Build a dizi, the Chinese transverse bamboo flute with a secret: a thin membrane (the dimo) stretched over an extra hole that buzzes and gives the flute its bright, reedy voice. Cut the blowing hole, the membrane hole and the finger holes, glue the dimo, and play. A buildable school project in the side-blown flute and the buzzing membrane.
Beginner
45 minutes

Instructions

1

A flute with a buzz

The dizi is a Chinese bamboo flute you blow across from the side. Its secret is a thin membrane over an extra hole that buzzes, giving the dizi its bright, reedy, singing voice.
2

Choose a bamboo tube

Pick a straight bamboo tube about 45 cm long and a thumb thick, with a solid node left near one end to seal it. The far end stays open.

Materials for this step:

BambooBamboo1 piece
3

Clear the bore

Push out the inner pith and nodes so the tube is clear — but keep the one node near the top sealed, just behind where the blowing hole will go.

Tools needed:

AwlAwl
4

Cut the blowing hole

A couple of centimetres below the sealed node, cut a round blowing hole. You blow ACROSS this hole from the side, not into the end of the tube.

Tools needed:

Sloyd Carving KnifeSloyd Carving Knife
5

Cut the membrane hole

A little below the blowing hole, cut a second round hole — the membrane hole. This one is the dizi's secret and carries the buzzing dimo.

Tools needed:

Sloyd Carving KnifeSloyd Carving Knife
6

Cut the six finger holes

Further down the tube, cut six finger holes in a line, spaced to fall comfortably under your fingers.

Tools needed:

AwlAwl
7

Cut the end holes

Near the open end, cut one or two extra holes. These set the lowest note and, on real dizi, hold the hanging tassels.

Tools needed:

Sloyd Carving KnifeSloyd Carving Knife
8

Prepare the dimo membrane

Take a small piece of thin dimo membrane — traditionally the inner skin of a reed. Very thin tissue or an onion skin will also buzz.

Materials for this step:

Dizi Membrane (Dimo)Dizi Membrane (Dimo)1 piece
9

Glue the membrane

Brush a little garlic juice or weak glue around the membrane hole and lay the dimo over it with TINY wrinkles across the grain. The wrinkles are what make it buzz.
10

Test the buzz

Blow across the blowing hole. The membrane trembles and adds a bright, buzzing shimmer to the note — that reedy rasp is the true voice of the dizi.
11

Play the scale

Cover all six finger holes for the lowest note and lift them one by one to climb.

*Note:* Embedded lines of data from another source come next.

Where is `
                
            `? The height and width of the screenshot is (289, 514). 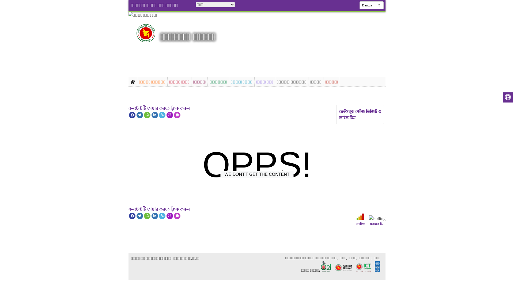 
                
             is located at coordinates (151, 33).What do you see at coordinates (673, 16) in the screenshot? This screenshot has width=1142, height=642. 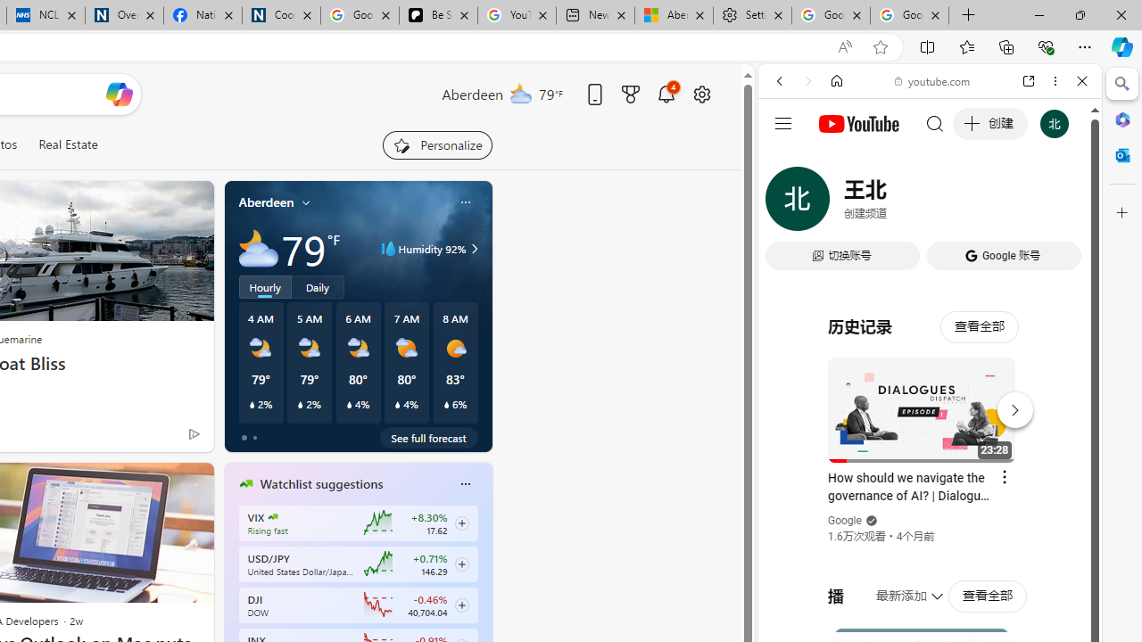 I see `Aberdeen, Hong Kong SAR hourly forecast | Microsoft Weather` at bounding box center [673, 16].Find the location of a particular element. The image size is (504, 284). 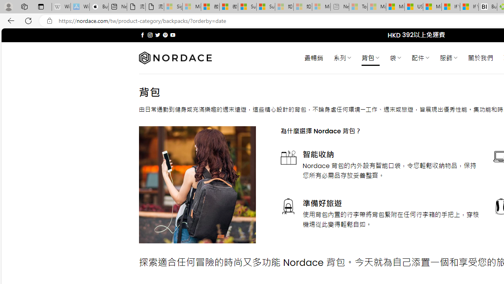

Microsoft account | Account Checkup - Sleeping is located at coordinates (321, 7).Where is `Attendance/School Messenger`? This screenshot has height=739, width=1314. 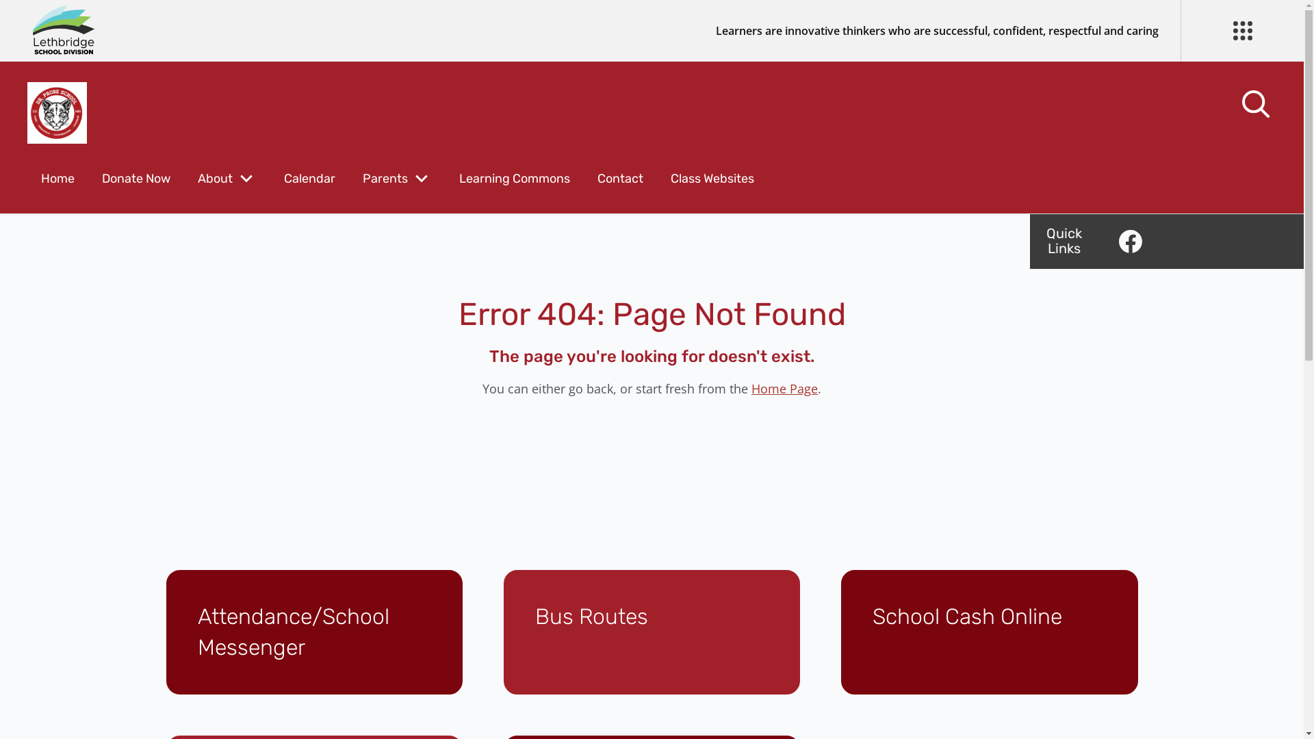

Blow harder to overblow into the higher register.
12

Tune the buzz

Press the wrinkles tighter for a mellow tone, or loosen them for a brighter, louder buzz. A fresh, taut dimo sings; a slack one rattles.
13

Compendium — the membrane flute

The dizi is a transverse, or side-blown, flute: you blow across the blowing hole so the ribbon of air splits on its edge and sets the air column inside vibrating — the same edge-tone that sounds a Western flute, and quite unlike the end-blown recorder or panpipe. The finger holes change the pitch in the usual way, by shortening the vibrating air column when you open them. What makes the dizi unique is the dimo: a thin membrane stretched over its own hole. When the air column vibrates it drives the membrane too, and the lightly wrinkled membrane buzzes at many frequencies at once, pouring extra high harmonics into every note — a bright, reedy shimmer. This is a mirliton: a membrane that buzzes in sympathy with a sound, exactly the principle of a kazoo or a comb-and-paper. Bamboo flutes are ancient in China — the bone flutes of Jiahu are about 9,000 years old — and the membrane dizi became the standard voice of Chinese music over the last thousand years. Tighten the dimo for a soft tone or loosen it for a rasp; it is the one part of the flute you can re-tune every time you play.

Materials

2

Tools Required

2

You can swap these in

Can't get one of the materials? Swap it for an equivalent — these work just as well.